The trailer for Olympus Has Fallen is actually kind of creepy: the White House under attack, Pennsylvania Avenue exploding with firebombs, the Washington Monument clipped by enemy aircraft. We don't really need to see the first family's home and the nation's Capitol under siege, do we?

Have no fear. Any semblance of seriousness and verisimilitude suggested by the marketing campaign is quickly forgotten once director Antoine Fuqua's enjoyably tacky Die Hard-on-the-Potomac gets under way.

Gerard Butler, brooding and burly, is Olympus Has Fallen's John McClane - a tarnished Secret Service agent with a desk job at the Treasury. A desk that just happens to look onto the front gate of the White House. When truckloads of demon commandos start spilling across the lawn, mowing down guards and making for the portico, Butler's Mike Banning is already hoofing it over there, dodging bullets and warning bystanders to take cover.

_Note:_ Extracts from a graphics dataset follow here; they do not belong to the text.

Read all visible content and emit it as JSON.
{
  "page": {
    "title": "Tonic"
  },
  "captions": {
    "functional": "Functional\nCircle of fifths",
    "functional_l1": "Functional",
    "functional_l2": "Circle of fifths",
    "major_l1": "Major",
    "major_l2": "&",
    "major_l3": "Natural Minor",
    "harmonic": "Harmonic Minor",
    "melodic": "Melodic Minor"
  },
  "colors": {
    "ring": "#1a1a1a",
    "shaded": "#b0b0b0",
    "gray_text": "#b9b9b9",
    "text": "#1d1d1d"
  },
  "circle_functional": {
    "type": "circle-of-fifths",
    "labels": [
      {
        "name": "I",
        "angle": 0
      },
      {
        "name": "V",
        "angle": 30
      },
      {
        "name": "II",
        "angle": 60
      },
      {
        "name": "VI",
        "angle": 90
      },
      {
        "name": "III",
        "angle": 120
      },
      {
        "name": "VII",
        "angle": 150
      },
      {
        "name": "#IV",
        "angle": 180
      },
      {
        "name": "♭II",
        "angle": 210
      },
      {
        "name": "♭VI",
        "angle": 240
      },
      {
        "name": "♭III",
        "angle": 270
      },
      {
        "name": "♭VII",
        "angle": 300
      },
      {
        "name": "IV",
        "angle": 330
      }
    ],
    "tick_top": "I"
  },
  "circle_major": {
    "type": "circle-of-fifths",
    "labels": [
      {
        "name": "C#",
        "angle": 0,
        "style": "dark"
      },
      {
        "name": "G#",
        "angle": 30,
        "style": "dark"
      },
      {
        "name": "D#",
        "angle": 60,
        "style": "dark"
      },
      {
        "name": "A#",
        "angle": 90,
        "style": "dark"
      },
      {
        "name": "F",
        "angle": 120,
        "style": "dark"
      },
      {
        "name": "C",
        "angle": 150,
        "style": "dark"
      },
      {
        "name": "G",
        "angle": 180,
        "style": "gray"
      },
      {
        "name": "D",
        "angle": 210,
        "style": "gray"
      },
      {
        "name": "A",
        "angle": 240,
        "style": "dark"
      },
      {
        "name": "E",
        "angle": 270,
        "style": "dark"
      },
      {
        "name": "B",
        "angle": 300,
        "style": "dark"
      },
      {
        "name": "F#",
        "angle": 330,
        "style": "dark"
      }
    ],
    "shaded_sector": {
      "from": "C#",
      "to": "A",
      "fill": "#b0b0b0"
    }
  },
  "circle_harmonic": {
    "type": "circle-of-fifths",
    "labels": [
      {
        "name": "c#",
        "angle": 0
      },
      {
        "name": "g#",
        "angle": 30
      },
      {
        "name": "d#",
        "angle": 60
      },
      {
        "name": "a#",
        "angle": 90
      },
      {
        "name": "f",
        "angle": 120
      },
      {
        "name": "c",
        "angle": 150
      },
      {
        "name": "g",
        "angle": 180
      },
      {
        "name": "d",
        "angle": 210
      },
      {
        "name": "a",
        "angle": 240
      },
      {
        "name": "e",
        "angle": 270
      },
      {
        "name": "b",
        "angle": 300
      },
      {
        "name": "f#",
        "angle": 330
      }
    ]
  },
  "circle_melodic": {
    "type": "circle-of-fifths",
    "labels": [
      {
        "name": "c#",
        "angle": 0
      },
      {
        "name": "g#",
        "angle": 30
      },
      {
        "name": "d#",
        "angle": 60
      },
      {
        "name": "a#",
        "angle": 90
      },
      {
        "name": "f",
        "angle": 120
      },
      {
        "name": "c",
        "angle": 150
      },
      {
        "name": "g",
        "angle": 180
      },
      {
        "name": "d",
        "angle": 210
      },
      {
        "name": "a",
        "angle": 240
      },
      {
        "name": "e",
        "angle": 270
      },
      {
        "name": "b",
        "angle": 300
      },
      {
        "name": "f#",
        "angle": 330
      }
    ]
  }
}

He uses the F-word a lot, too, which must be part of his Secret Service training.

Aaron Eckhart, an actor with the gravitas of a duck, is President Benjamin Asher, who has just welcomed the president of South Korea and his entourage when the assault begins. Quick, to the bunker!

Unfortunately, among the VIPs shunted into the underground command center - along with the vice president (Phil Austin) and the secretary of defense (Melissa Leo) - is Kang (Rick Yune), who is not, in fact, an attache with the South Korean delegation but a crazed terrorist mastermind. It's only a matter of hours before he has the secret codes to the U.S. nuclear arsenal at his fingertips.

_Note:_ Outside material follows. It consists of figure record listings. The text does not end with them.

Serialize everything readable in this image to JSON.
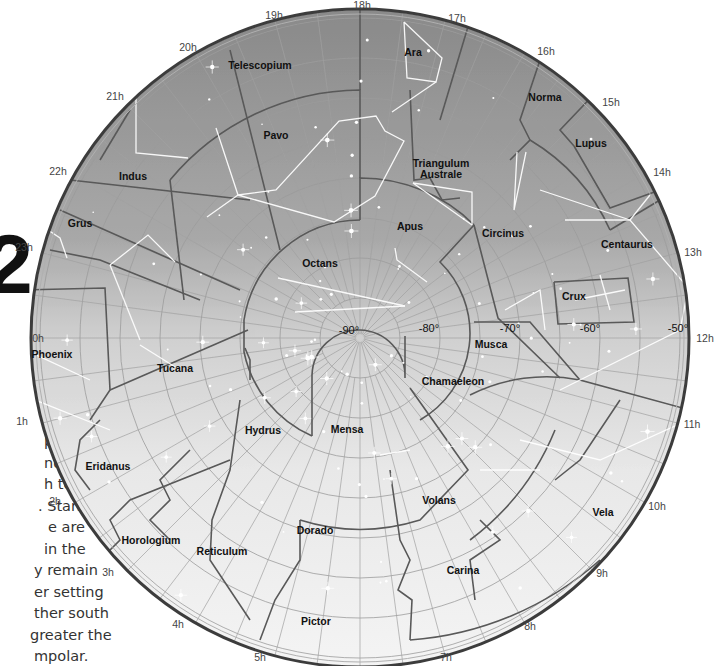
{
  "map": {
    "title": "Southern Polar Star Chart",
    "center": {
      "x": 360,
      "y": 338
    },
    "radius": 330,
    "colors": {
      "sky_top": "#8e8e8e",
      "sky_mid": "#c4c4c4",
      "sky_bottom": "#f2f2f2",
      "boundary": "#5a5a5a",
      "grid": "#9a9a9a",
      "rim": "#3a3a3a",
      "stick_figure": "#ffffff"
    },
    "hour_labels": [
      {
        "label": "0h",
        "x": 38,
        "y": 342
      },
      {
        "label": "1h",
        "x": 22,
        "y": 425
      },
      {
        "label": "2h",
        "x": 55,
        "y": 505
      },
      {
        "label": "3h",
        "x": 108,
        "y": 576
      },
      {
        "label": "4h",
        "x": 178,
        "y": 628
      },
      {
        "label": "5h",
        "x": 260,
        "y": 661
      },
      {
        "label": "7h",
        "x": 446,
        "y": 661
      },
      {
        "label": "8h",
        "x": 530,
        "y": 630
      },
      {
        "label": "9h",
        "x": 602,
        "y": 577
      },
      {
        "label": "10h",
        "x": 657,
        "y": 510
      },
      {
        "label": "11h",
        "x": 692,
        "y": 428
      },
      {
        "label": "12h",
        "x": 705,
        "y": 342
      },
      {
        "label": "13h",
        "x": 693,
        "y": 256
      },
      {
        "label": "14h",
        "x": 662,
        "y": 176
      },
      {
        "label": "15h",
        "x": 611,
        "y": 106
      },
      {
        "label": "16h",
        "x": 546,
        "y": 55
      },
      {
        "label": "17h",
        "x": 457,
        "y": 22
      },
      {
        "label": "18h",
        "x": 362,
        "y": 9
      },
      {
        "label": "19h",
        "x": 274,
        "y": 19
      },
      {
        "label": "20h",
        "x": 188,
        "y": 51
      },
      {
        "label": "21h",
        "x": 115,
        "y": 100
      },
      {
        "label": "22h",
        "x": 58,
        "y": 175
      },
      {
        "label": "23h",
        "x": 24,
        "y": 251
      }
    ],
    "declination_labels": [
      {
        "label": "-90°",
        "x": 349,
        "y": 334
      },
      {
        "label": "-80°",
        "x": 429,
        "y": 332
      },
      {
        "label": "-70°",
        "x": 510,
        "y": 332
      },
      {
        "label": "-60°",
        "x": 590,
        "y": 332
      },
      {
        "label": "-50°",
        "x": 678,
        "y": 332
      }
    ],
    "constellations": [
      {
        "name": "Ara",
        "x": 413,
        "y": 56
      },
      {
        "name": "Telescopium",
        "x": 260,
        "y": 69
      },
      {
        "name": "Norma",
        "x": 545,
        "y": 101
      },
      {
        "name": "Pavo",
        "x": 276,
        "y": 139
      },
      {
        "name": "Lupus",
        "x": 591,
        "y": 147
      },
      {
        "name": "Indus",
        "x": 133,
        "y": 180
      },
      {
        "name": "Triangulum",
        "x": 441,
        "y": 167
      },
      {
        "name": "Australe",
        "x": 441,
        "y": 178
      },
      {
        "name": "Grus",
        "x": 80,
        "y": 227
      },
      {
        "name": "Apus",
        "x": 410,
        "y": 230
      },
      {
        "name": "Circinus",
        "x": 503,
        "y": 237
      },
      {
        "name": "Centaurus",
        "x": 627,
        "y": 248
      },
      {
        "name": "Octans",
        "x": 320,
        "y": 267
      },
      {
        "name": "Crux",
        "x": 574,
        "y": 300
      },
      {
        "name": "Phoenix",
        "x": 52,
        "y": 358
      },
      {
        "name": "Musca",
        "x": 491,
        "y": 348
      },
      {
        "name": "Tucana",
        "x": 175,
        "y": 372
      },
      {
        "name": "Chamaeleon",
        "x": 453,
        "y": 385
      },
      {
        "name": "Hydrus",
        "x": 263,
        "y": 434
      },
      {
        "name": "Mensa",
        "x": 347,
        "y": 433
      },
      {
        "name": "Eridanus",
        "x": 108,
        "y": 470
      },
      {
        "name": "Volans",
        "x": 439,
        "y": 504
      },
      {
        "name": "Dorado",
        "x": 315,
        "y": 534
      },
      {
        "name": "Horologium",
        "x": 151,
        "y": 544
      },
      {
        "name": "Reticulum",
        "x": 222,
        "y": 555
      },
      {
        "name": "Vela",
        "x": 603,
        "y": 516
      },
      {
        "name": "Carina",
        "x": 463,
        "y": 574
      },
      {
        "name": "Pictor",
        "x": 316,
        "y": 625
      }
    ]
  },
  "sidebar": {
    "big_numeral": "2",
    "text_lines": [
      "e,",
      "",
      "pole",
      "nd",
      "h to",
      ". Stars",
      "e are",
      "in the",
      "y remain",
      "er setting",
      "ther south",
      "greater the",
      "mpolar."
    ]
  }
}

But wait - Mike Banning is in the Oval Office, poking through the president's desk. And he's got the boss of the Secret Service (Angela Bassett) on his headset, and she's in a situation room with the speaker of the House (Morgan Freeman, acting presidential) and the chairman of the Joint Chiefs (Robert Forster, cussing up a storm). Let Banning see what's up, and whether he can rescue the First Whippersnapper. Yes, the president's son (Finley Jacobsen) is somewhere in the White House, hiding out.

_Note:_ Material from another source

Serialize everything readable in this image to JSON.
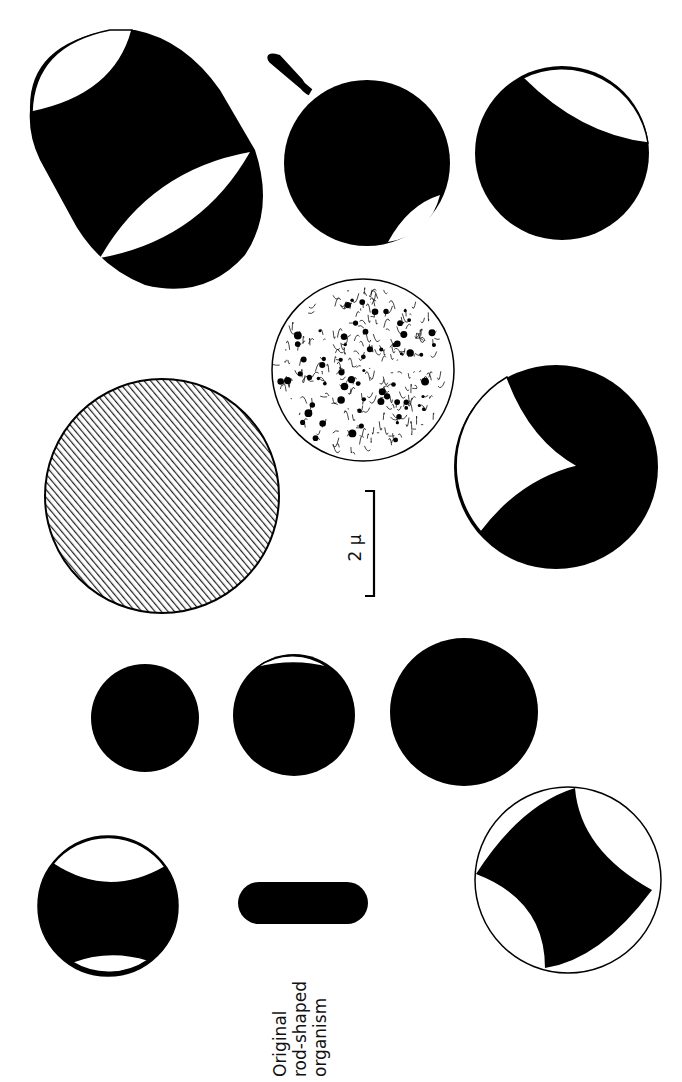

Olympus Has Fallen offers a shooter game's worth of bad guys to dispose of - one of which Banning klunks on the noggin with a bust of Lincoln. Wave upon wave of the terrorists (part of a North Korean splinter group) get their necks cracked, or get shot, or get the chance to engage in choreographed hand-to-hand combat with Banning. And meanwhile, Kang is busy torturing Asher's cabinet - the veep, the defense chief.

And Radha Mitchell, as Banning's wife, a hospital nurse busy with the emergency room deluge across town, wonders whether her husband is all right.

All right?

He's sworn to protect the commander in chief, no matter how many crazy North Korean guerrillas get thrown at him.